Adriana Kuch death likely to stir outrage at school board meeting
Officials at the Central Regional School District in Ocean County, NJ, are bracing for howls of outrage today in their first school board meeting since bullied teen student Adriana Kuch killed herself earlier this month.
The board will hold a moment of silence for the 14-year-old girl – who died by suicide Feb. 3 after a video of her attack was shared on social media – and appoint an acting superintendent to replace Triantafillos Parlapanides, who resigned last week after intense backlash to his attempts to shift blame for Kuch’s death to her own family.

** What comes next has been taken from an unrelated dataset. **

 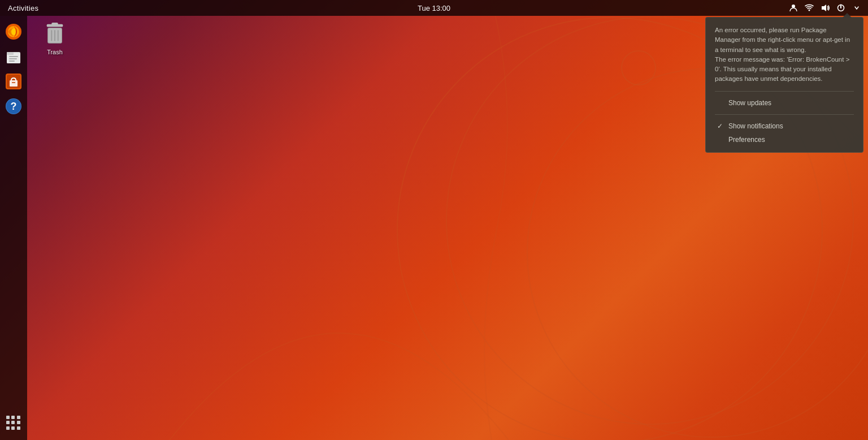 What do you see at coordinates (14, 423) in the screenshot?
I see `grid-icon` at bounding box center [14, 423].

Adriana’s tragic story has sparked a reckoning in the 1,600-student district, with many accusing officials of turning a blind eye to rampant bullying over the years.
Dozens of students staged a walkout last Friday to protest the district’s failure to act, and former pupils, parents and faculty have publicly shared similarly violent and humiliating stories since her death.
“There were days where I would break up three fights before homeroom even started,” Daniel Keiser, a former staffer who worked at the high school for two decades, recalled in a recent online posting.
“As a teacher there and a parent there who dealt with intense bullying, we would often plead with administration to get things under control, and only one of them ever tried … They were notorious for brushing things under the carpet.”
CeCe Lane, a former student, wrote that teachers watched from the locker-room doors as she was once bullied and nearly attacked by another girl in the gym at the school in Bayville, about 10 minutes southeast of Toms River.
“They did not bother to help,” Lane said. “I know plenty of people that got bullied, fought, and humiliated, the school always looked the other way.”
Former student Olivia O’Dea, whose family has sued the district after she was attacked by two students in January 2022, told CBS2 this week that she “went through physical assault in the same school when I was a freshman, and the humiliation, the bullying.”
“It’s a travesty that [the bullying is] continuing,” Olivia’s mother, Rachael O’Dea, told NJ Advance Media after Adriana’s death.
The four girls involved in the Kuch assault initially evaded punishment. But they have since been charged with various offenses, including aggravated assault.
The Ocean County prosecutor also met with school officials last week to discuss the school’s alleged failure to properly handle Adriana’s beat-down.
William A. Krais, the attorney representing the Kuch family, did not immediately respond to a request for comment.
Berkeley Township officials have reportedly promised to enforce the high school’s zero-tolerance bullying policy. But Kuch’s father, Michael, said last week he won’t be satisfied until the entire district has been overhauled.
“I want that entire administration gone,” he told The Post on Saturday.
Adriana’s sister-in-law, Jennifer Ferro, added, “We just want the school to start changing and taking accountability.”
Kuch, of Bayville, was found dead at home two days after the slickening Feb. 1 assault, police said.
A video of the attack showed several students hitting the teen with a water bottle as she walked in the high school hallways with her boyfriend. The recording also showed assailants punching, kicking and pulling her hair while others laughed.
“Getting hit with a water bottle didn’t hurt Adriana, what hurt her was the embarrassment and humiliation, they just kept coming at her,” Michae Kuch later said.
Before his resignation, former superintendent Parlapanides said school officials didn’t call the police after the assault because school policy didn’t demand it.